Introduction
Authorised speeding
We're long time commentators on Gainward products over the years, right from when I bought their Golden Sample GeForce 3 and reviewed it for HEXUS, to current times where we review their sound cards as well as their graphics cards, and we help test their products before they hit the market.
It's therefore no surprise to see a review on HEXUS of the following graphics card, as it hits retail in a big way, giving consumers yet another mid-range choice. With Gainward sitting solidly on the NVIDIA side of the GPU fence, at least for the time being, mid-range means NVIDIA's 5900XT GPU, a slowly clocked NV35 part with a 256-bit memory bus.
The slower core frequency than their own 5700 parts means slightly slower pixel and single texturing performance than their original mid-range refresh part, but the memory bus width ensures masses of memory bandwidth for the GPU to chew on, especially when dealing with anti-aliasing and texture sampling.
So in some cases it's going to be slower than 5700 Ultra, but in most it's not, with NVIDIA's NV3x parts enjoying whatever memory bandwidth you can throw at them, for the most part.
It's main rivals in the performance stakes are ATI's Radeon 9600 Pro and 9600XT parts, solid DX9 performers with more general purpose muscle than NVIDIA's products. As mentioned, it also has to compete with 5700 Ultra.
And given the price targets of the aforementioned protagonists, mid-range graphics card shopping means you're spoilt for choice and you don't have to break the bank, getting plenty of performance for your pennies.
With another 5900XT in for testing from a U.K. newcomer, along with NVIDIA's GDDR3-equipped 5700 Ultra hanging around on my test bed making a nuisance of itself, I've got plenty of in-house comparison points for Gainward's card. The showing from the other 5900XT means it has its work cut out to impress, such is the competition for your money in this part of the market.
A quick basic feature comparison with it's main rivals before we turn the page.
Gainward FX 5900XT | GeForce FX 5700 Ultra | ATI Radeon 9600XT | |
Core Clock | 390MHz | 475MHz | 500MHz |
Memory Clock | 700MHz DDR | 900MHz DDR | 675MHz DDR |
Process | 0.13u TSMC (80M transistors) | 0.13u IBM (80M transistors) | 0.13u TSMC (75M transistors) |
Memory Bus Width | 256-bit | 128-bit | 128-bit |
GPU | NV35 | NV36 | RV360 |
Pixel performance | 1560Mpixels/sec | 1900Mpixels/sec | 2000Mpixels/sec |
Texturing performance | 3120Mtexels/sec | 1900Mtexels/sec | 1900Mtexels/sec |
Memory bandwidth | 22.4GB/sec | 14.4GB/sec | 10.8GB/sec |
Target cost | £135 | £130 | £120 |
Traditional render setup | 4x2 | 4x1 | 4x1 |
A couple of 5900XT boards from other manufacturers clock their cores at 400MHz, 10MHz up from the reference design and the core frequency that Gainward make use of here. ExpertTool, their in-house overclocking and tweaking utility has an extra set of Golden Sample clocks for you to apply, further increasing performance, but more on that later.
390/700, 4x2 GPU render setup and 22.4GB/sec of memory bandwidth. Should be quick then.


WORK TASK:
Transcribe the data exactly. Leave nothing out.

DATA RECORDS:
BEGIN
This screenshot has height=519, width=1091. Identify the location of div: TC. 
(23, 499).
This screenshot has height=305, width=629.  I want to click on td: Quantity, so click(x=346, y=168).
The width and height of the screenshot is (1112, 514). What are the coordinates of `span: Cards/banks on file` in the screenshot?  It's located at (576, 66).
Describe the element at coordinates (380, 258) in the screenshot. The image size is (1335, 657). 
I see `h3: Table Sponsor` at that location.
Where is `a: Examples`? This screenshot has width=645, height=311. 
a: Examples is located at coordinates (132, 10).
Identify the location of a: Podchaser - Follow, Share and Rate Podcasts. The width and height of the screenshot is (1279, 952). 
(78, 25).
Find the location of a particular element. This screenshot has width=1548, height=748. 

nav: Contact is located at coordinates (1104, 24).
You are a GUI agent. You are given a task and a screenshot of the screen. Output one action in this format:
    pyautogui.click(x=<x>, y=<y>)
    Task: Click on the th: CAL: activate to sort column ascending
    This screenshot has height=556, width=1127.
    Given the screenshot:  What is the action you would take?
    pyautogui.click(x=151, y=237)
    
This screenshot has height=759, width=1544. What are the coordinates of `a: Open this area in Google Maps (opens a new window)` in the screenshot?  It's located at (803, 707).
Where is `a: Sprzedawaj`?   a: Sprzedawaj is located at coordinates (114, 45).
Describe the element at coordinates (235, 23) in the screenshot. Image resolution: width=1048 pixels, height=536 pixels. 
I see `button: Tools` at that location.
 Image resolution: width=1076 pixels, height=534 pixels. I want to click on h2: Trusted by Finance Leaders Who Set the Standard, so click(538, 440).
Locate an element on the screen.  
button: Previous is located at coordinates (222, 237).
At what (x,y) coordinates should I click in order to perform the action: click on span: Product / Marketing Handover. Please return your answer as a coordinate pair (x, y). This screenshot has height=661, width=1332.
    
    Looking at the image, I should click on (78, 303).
END
FINISHED TASK:
This screenshot has height=519, width=1091. Identify the location of div: TC. 
(23, 499).
This screenshot has height=305, width=629.  I want to click on td: Quantity, so click(x=346, y=168).
The width and height of the screenshot is (1112, 514). What are the coordinates of `span: Cards/banks on file` in the screenshot?  It's located at (576, 66).
Describe the element at coordinates (380, 258) in the screenshot. The image size is (1335, 657). 
I see `h3: Table Sponsor` at that location.
Where is `a: Examples`? This screenshot has width=645, height=311. 
a: Examples is located at coordinates (132, 10).
Identify the location of a: Podchaser - Follow, Share and Rate Podcasts. The width and height of the screenshot is (1279, 952). 
(78, 25).
Find the location of a particular element. This screenshot has width=1548, height=748. 

nav: Contact is located at coordinates (1104, 24).
You are a GUI agent. You are given a task and a screenshot of the screen. Output one action in this format:
    pyautogui.click(x=<x>, y=<y>)
    Task: Click on the th: CAL: activate to sort column ascending
    This screenshot has height=556, width=1127.
    Given the screenshot:  What is the action you would take?
    pyautogui.click(x=151, y=237)
    
This screenshot has height=759, width=1544. What are the coordinates of `a: Open this area in Google Maps (opens a new window)` in the screenshot?  It's located at (803, 707).
Where is `a: Sprzedawaj`?   a: Sprzedawaj is located at coordinates (114, 45).
Describe the element at coordinates (235, 23) in the screenshot. Image resolution: width=1048 pixels, height=536 pixels. 
I see `button: Tools` at that location.
 Image resolution: width=1076 pixels, height=534 pixels. I want to click on h2: Trusted by Finance Leaders Who Set the Standard, so click(538, 440).
Locate an element on the screen.  
button: Previous is located at coordinates (222, 237).
At what (x,y) coordinates should I click in order to perform the action: click on span: Product / Marketing Handover. Please return your answer as a coordinate pair (x, y). This screenshot has height=661, width=1332.
    
    Looking at the image, I should click on (78, 303).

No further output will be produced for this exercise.